There was a bad summer and the rains had flooded the West fields and many of the houses had taken in water, and all through June and July it just rained and rained. There was no end to it. Some boats went out, but the weather was high and heavy and the seas kept them inshore and the hauling was tough and the catches poor. He’d been drinking heavily and then the engine gave in. It just died on him and he was left with nothing. So she began working. If you understand me. She took to it and some of the boys didn’t like that they had to pay now. And the weather being bad, the mood in the town was cruel. So there was, there was a degree of bitterness about all that.
 
Somewhere in the iron cold of the hall, a clock struck two, and something shifted in the house, ratcheting in the near dark. She was looking right at him now. She was looking hard into him, to see where he was with the story. To see how it was working on him.
 
At least she was putting food on the table. None of them can deny that. But something had changed in her and when she met people at Channing’s or the bakery or St Faith’s, everyone knew that she had been broken by the weather and all that bad luck and that this would lead nowhere. Nowhere good. She was left staring too far North, I guess, into a bad sea. Like the looking had worked free of her, really, like her eyes were open, but what she saw — well, she didn’t see what was coming, that’s for sure.

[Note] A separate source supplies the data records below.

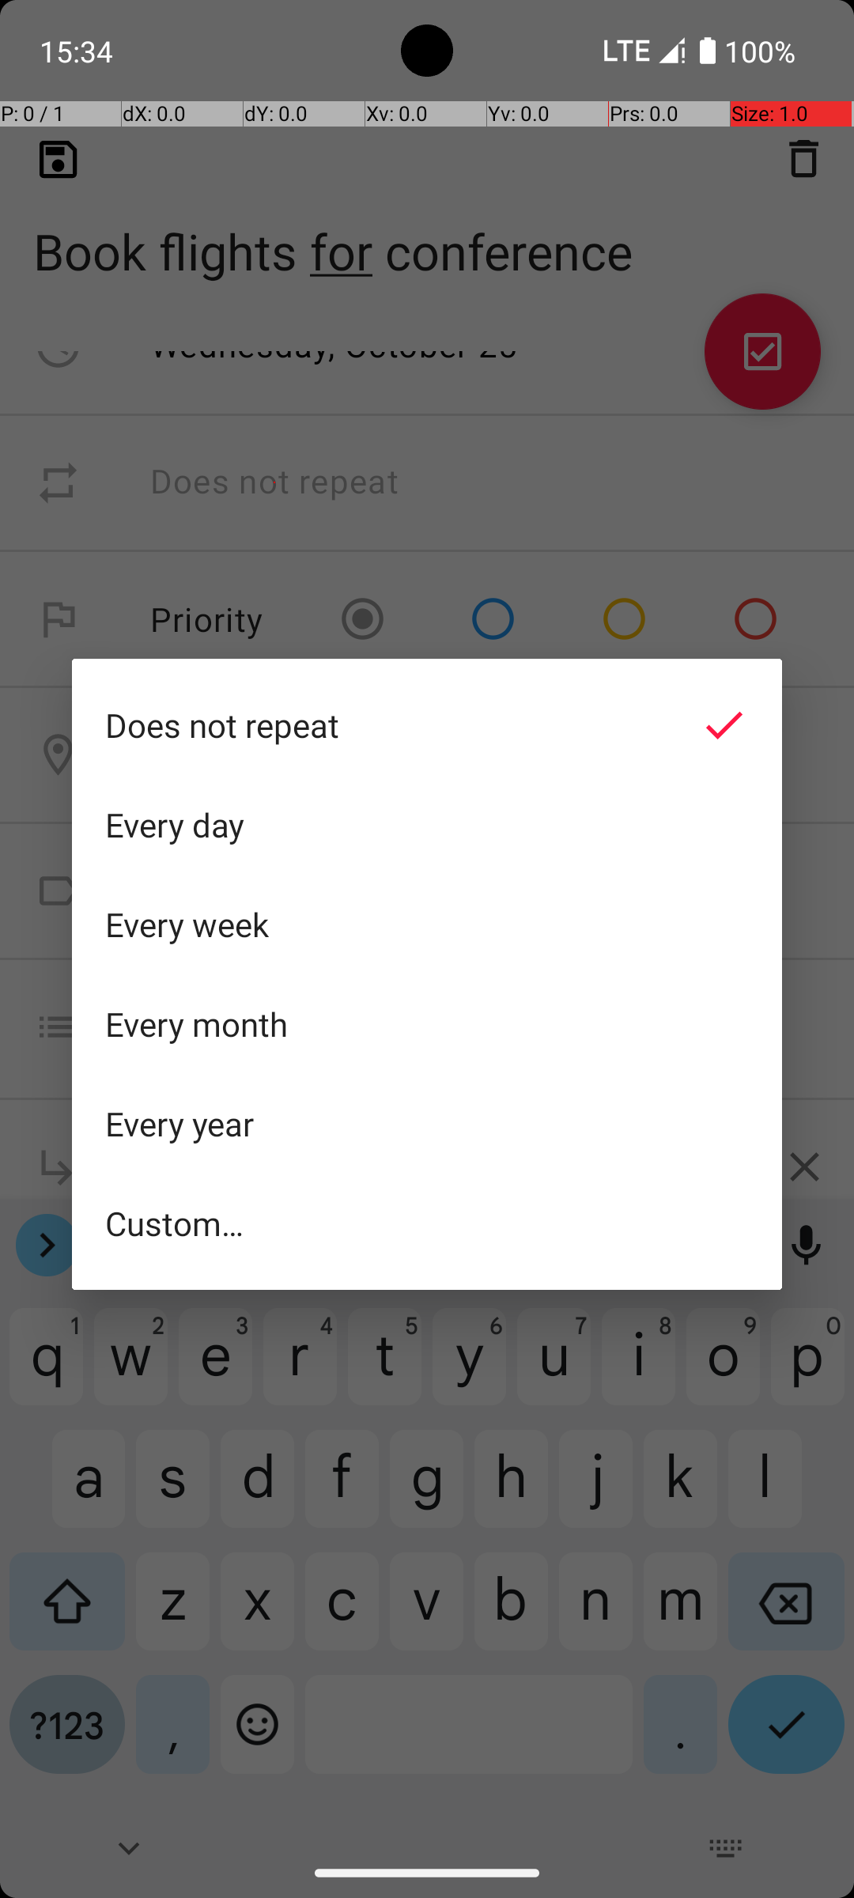 This screenshot has width=854, height=1898. Describe the element at coordinates (427, 1222) in the screenshot. I see `Custom…` at that location.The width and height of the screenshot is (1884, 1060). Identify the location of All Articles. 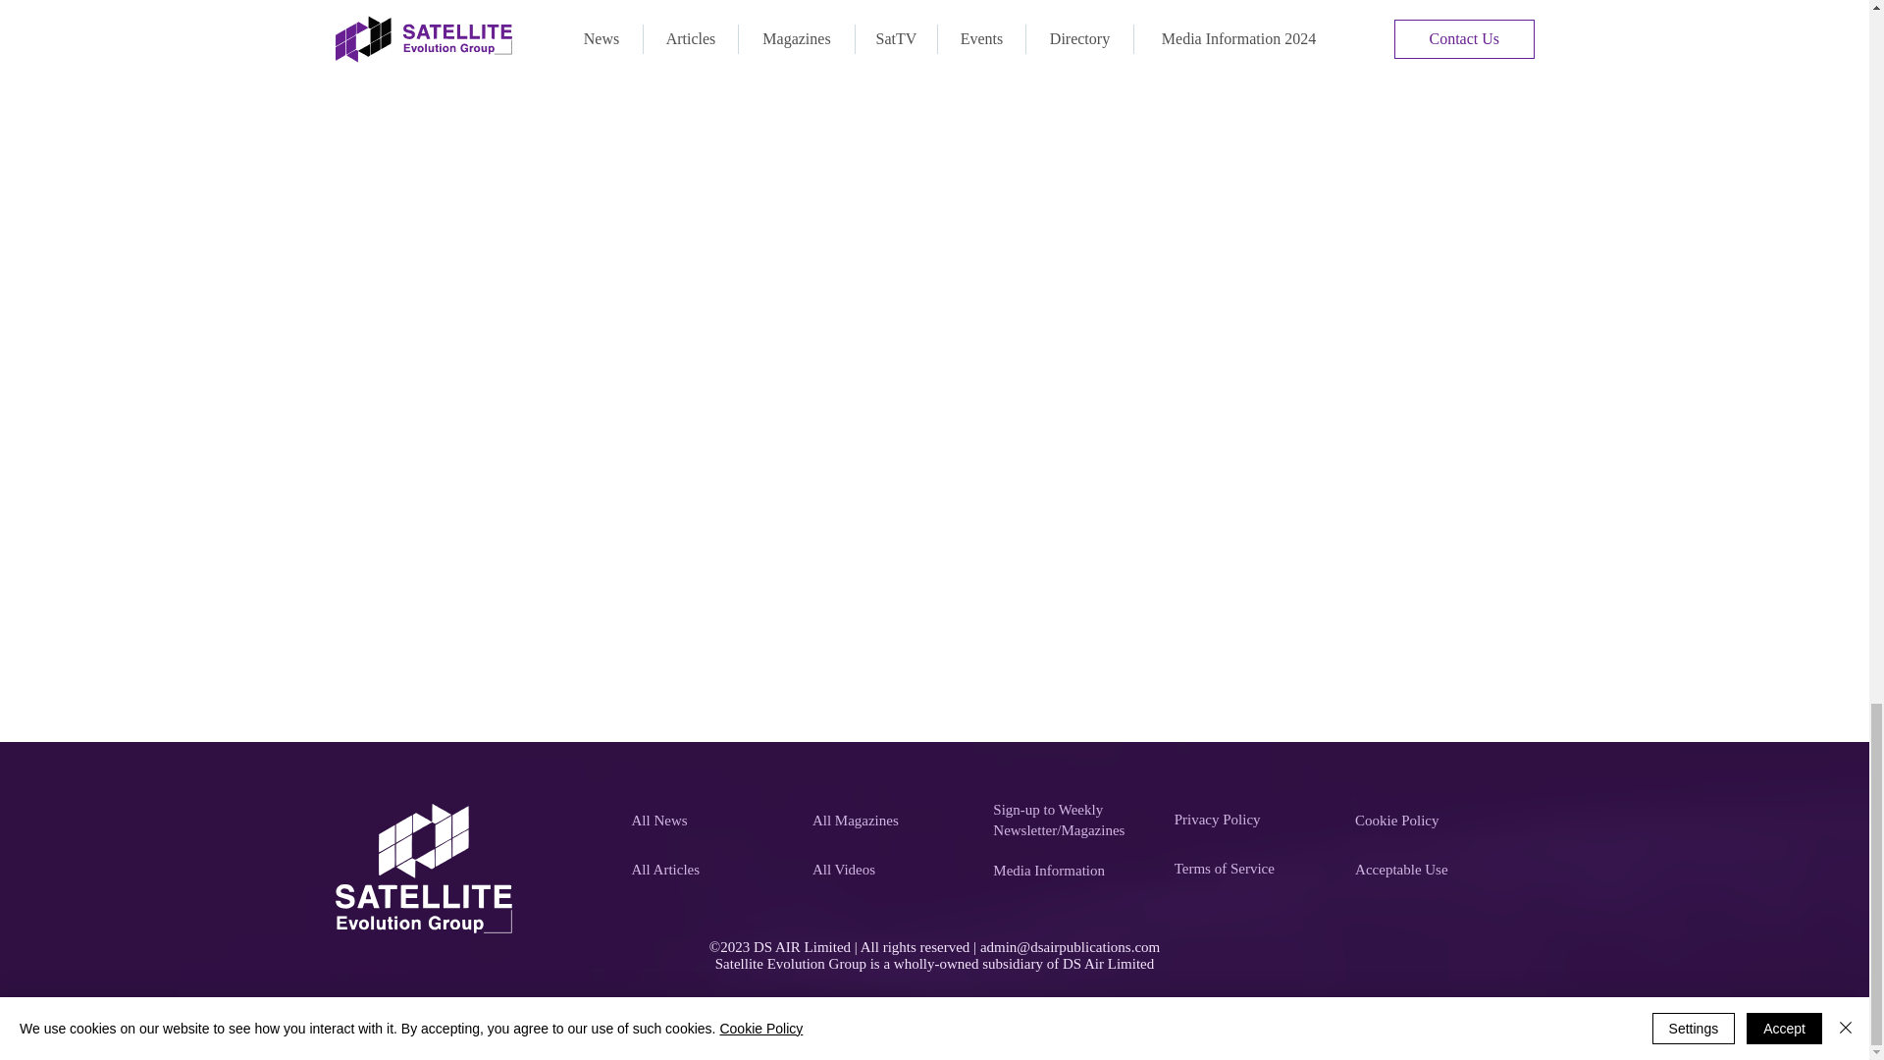
(710, 870).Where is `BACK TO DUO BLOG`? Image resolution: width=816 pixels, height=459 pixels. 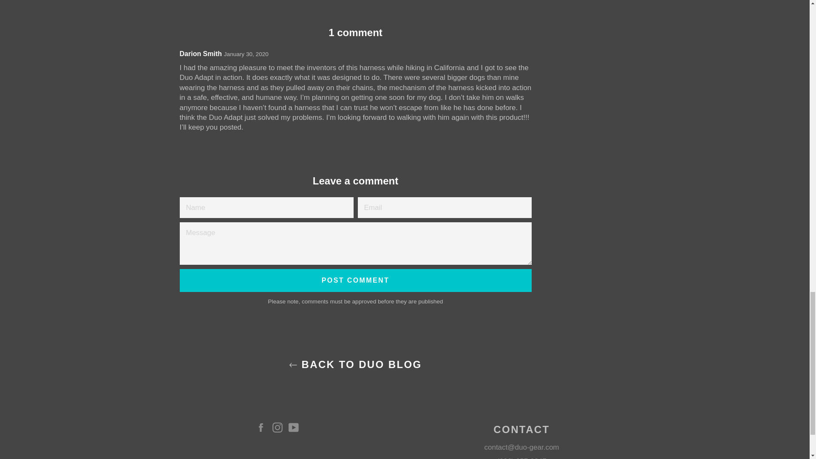 BACK TO DUO BLOG is located at coordinates (355, 364). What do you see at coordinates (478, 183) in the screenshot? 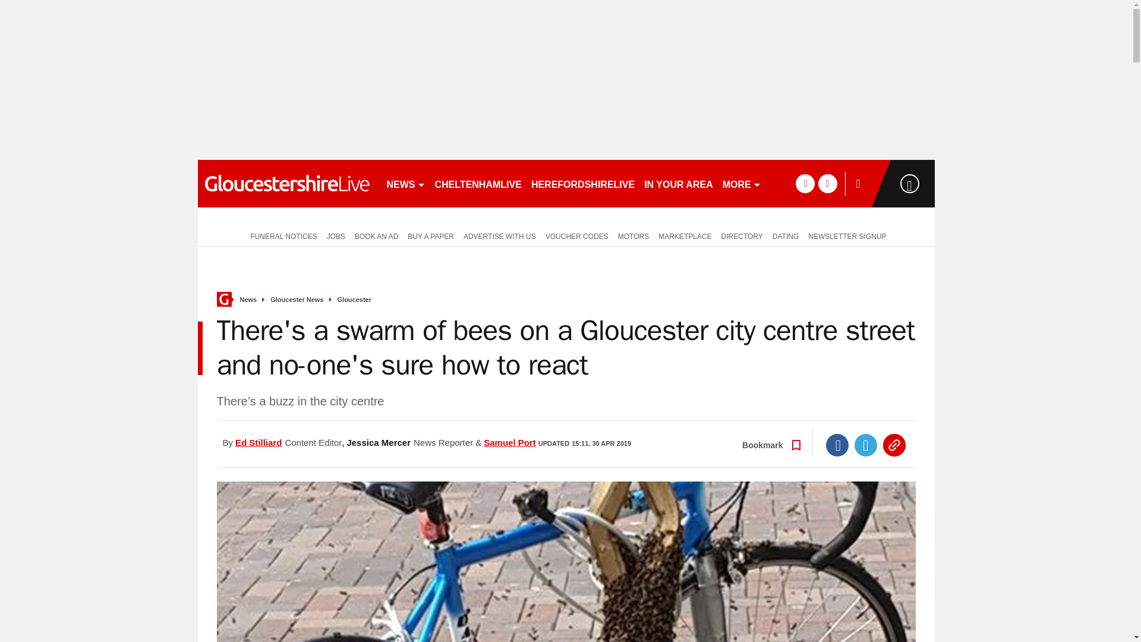
I see `CHELTENHAMLIVE` at bounding box center [478, 183]. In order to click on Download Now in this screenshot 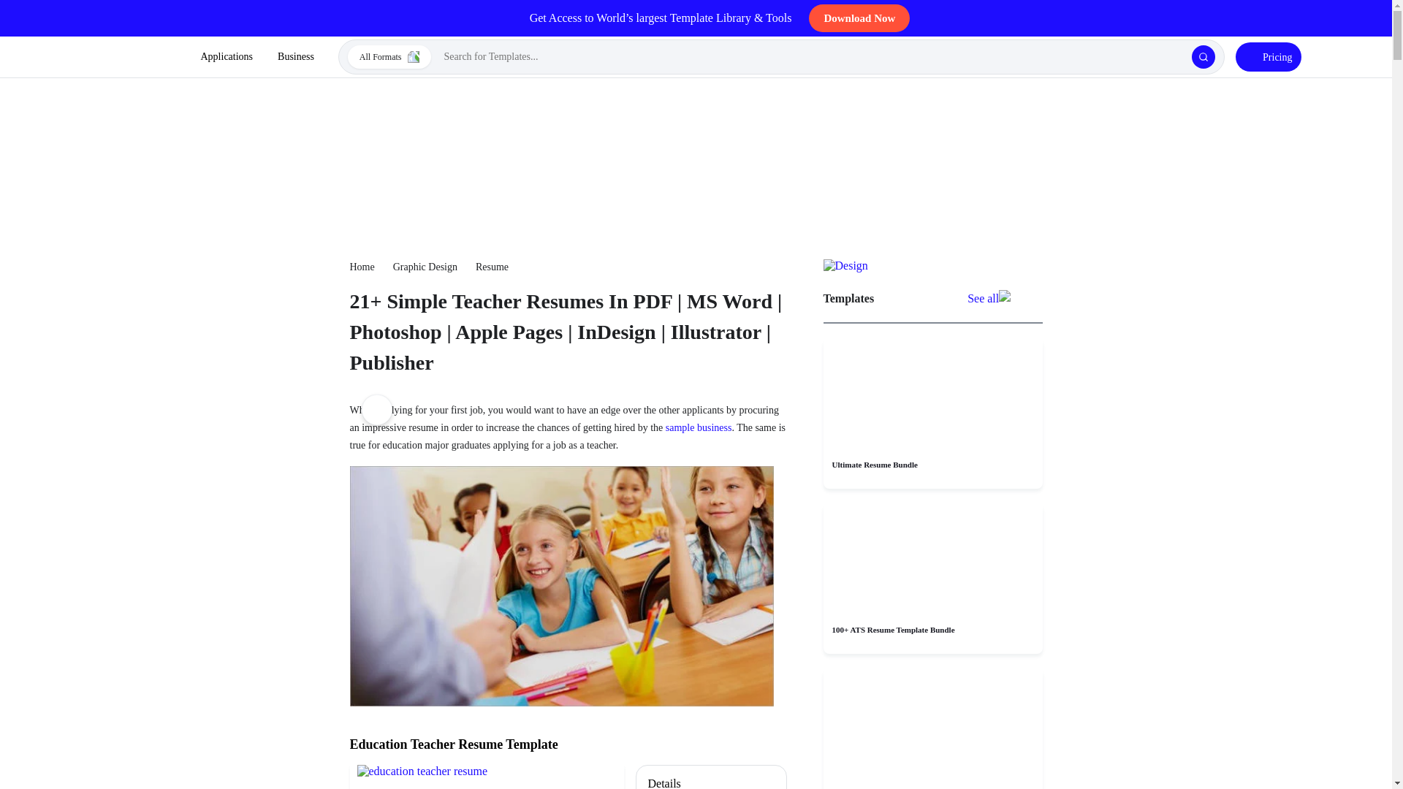, I will do `click(859, 18)`.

She didn’t see that.
 
He leaned further in, pressing his thighs together to push out the chill in them.
 
Some said that all that beef, all that pork and the game they had on their table that summer, that that was a payment from Isaac Channing to her. Some said that. But at least they ate well. Ate better than most at that time. But all the same. All the same. That was a payment, you see.
 
He breathed heavily through his nose and noticed the air whiten in front of him. He reached for the pack again and stared at it and put it back. Then he looked up at the window. It was rust-dark now, what light was left in the old town was just a line of ochre wedges below the street lights, beside the draining angles of the night. Nothing moved. Nothing yielded.
 
Then Fordman came. Peter Fordman. He came in on a train from the Midlands before that line was closed. The old goods line. He arrived with six trunks they said. That’s what they said, six trunks. Before we knew it, he was moving in on Leonard Street and waiting for the great and the good to call. Just like that. Like he was somebody.
​

    About Me

    Chris Emery is a poet, editor and publisher.